You don't have to have a macro (close-up) lens to take great flower shotszoom lenses work just great for shooting flowers for two reasons: (1) you can often zoom in tight enough to have the flower nearly fill the frame, and (2) it's easy to put the background out of focus with a zoom lens, so the focus is just on the flower. Start by shooting in aperture priority mode (set your mode dial to A), then use the smallest aperture number your lens will allow (in other words, if you have an f/5.6 lens, use f/5.6). Then try to isolate one flower, or a small group of flowers that are close together, and focus on just that flower. When you do this, it puts the background out of focus, which keeps the background from distracting the eye and makes a stronger visual composition.











Save Your Knees When Shooting Flowers


If you're going to be shooting a lot of flowers, there's an inexpensive accessory that doesn't come from the camera store, but you'll want it just the sameknee pads.
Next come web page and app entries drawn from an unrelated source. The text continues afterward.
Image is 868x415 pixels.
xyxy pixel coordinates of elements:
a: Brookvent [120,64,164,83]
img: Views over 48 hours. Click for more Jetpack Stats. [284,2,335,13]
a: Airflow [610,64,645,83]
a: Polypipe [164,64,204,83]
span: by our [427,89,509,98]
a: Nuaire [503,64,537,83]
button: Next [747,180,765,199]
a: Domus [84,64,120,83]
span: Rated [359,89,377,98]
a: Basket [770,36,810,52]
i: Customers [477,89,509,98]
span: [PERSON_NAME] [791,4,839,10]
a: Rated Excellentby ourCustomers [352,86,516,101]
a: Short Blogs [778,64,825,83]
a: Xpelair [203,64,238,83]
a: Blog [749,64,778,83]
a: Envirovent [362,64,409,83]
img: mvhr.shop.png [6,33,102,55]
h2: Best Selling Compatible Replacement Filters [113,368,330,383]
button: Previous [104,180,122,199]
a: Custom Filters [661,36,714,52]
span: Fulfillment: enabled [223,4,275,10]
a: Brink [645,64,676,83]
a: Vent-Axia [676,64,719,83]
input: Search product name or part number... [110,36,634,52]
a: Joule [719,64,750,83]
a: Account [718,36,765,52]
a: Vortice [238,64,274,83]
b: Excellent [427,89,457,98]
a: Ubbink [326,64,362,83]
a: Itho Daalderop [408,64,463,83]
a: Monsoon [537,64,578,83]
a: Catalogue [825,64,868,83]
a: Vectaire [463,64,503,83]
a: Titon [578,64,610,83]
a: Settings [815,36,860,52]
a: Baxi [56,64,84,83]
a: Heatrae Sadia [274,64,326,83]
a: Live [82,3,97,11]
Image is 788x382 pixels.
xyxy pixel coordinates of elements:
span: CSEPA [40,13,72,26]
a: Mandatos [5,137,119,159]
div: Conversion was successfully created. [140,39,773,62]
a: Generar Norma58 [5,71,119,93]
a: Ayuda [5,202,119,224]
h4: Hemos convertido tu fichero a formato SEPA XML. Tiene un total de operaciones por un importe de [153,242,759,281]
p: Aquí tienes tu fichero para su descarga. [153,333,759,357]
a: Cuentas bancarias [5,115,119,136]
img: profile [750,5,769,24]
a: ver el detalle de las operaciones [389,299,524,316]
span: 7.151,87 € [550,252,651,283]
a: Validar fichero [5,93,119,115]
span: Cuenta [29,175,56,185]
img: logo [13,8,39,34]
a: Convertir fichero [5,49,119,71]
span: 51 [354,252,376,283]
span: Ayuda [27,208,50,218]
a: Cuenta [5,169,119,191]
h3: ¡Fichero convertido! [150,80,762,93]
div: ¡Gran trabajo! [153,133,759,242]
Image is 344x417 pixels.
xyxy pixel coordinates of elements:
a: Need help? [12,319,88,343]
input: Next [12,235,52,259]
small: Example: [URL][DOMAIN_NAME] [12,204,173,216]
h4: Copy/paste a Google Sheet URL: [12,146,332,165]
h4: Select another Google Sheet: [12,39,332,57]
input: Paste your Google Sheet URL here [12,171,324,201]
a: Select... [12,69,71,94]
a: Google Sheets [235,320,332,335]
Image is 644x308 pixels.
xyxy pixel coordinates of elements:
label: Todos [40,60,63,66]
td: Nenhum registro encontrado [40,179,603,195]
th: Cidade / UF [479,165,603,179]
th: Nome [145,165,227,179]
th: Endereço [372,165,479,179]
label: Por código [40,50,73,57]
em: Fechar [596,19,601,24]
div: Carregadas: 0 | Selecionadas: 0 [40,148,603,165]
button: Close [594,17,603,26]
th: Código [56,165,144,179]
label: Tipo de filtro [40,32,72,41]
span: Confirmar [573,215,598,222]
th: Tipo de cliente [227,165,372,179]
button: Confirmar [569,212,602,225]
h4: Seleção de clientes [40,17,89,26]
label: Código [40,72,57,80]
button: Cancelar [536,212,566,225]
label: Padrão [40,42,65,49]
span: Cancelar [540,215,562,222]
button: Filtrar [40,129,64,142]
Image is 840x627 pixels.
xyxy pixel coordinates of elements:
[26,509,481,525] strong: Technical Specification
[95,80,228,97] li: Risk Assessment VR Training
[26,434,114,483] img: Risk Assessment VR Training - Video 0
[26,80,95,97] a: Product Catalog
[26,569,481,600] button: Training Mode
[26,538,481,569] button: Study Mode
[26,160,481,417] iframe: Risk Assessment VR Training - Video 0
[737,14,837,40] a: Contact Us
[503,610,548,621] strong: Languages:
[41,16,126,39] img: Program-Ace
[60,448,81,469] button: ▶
They will become your best friend. Find them at Home Depot, Lowe's, or any good gardening store.



About Us

Smiling Eyes gives you the Best award winning guide for Digital Photographers, now tackles the most important side of digital photography--how to take pro-quality shots using the same tricks today's top digital pros use (and it's easier than you'd think). "If you and I were out on a shoot, and you asked me, 'Hey, how do I get this flower to be in focus, but I want the background out of focus?' I wouldn't stand there and give you a lecture about aperture, exposure, and depth of field. In real life, I'd just say, 'Get out your telephoto lens, set your f/stop to f/2.8, focus on the flower, and fire away.' You d say, 'OK,' and you'd get the shot. That's what this book is all about. A book of you and I shooting, and I answer the questions, give you advice, and share the secrets I've learned just like I would with a friend, without all the technical explanations and without all the techno-photo-speak." This isn't a book of theoryit isn't full of confusing jargon and detailed concepts: this is a book of which button to push, which setting to use, when to use them, and nearly two hundred of the most closely guarded photographic "tricks of the trade" to get you shooting dramatically better-looking, sharper, more colorful, more professional-looking photos with your digital camera every time you press the shutter button. Here's another thing that makes this book different: each page covers just one trick, just one single concept that makes your photography better. Every time you turn the page, you'll learn another pro setting, another pro tool, another pro trick to transform your work from snapshots into gallery prints. There's never been a book like it, and if you're tired of taking shots that look "OK," and if you're tired of looking in photography magazines and thinking, "Why don't my shots look like that?" then this is the guide for you.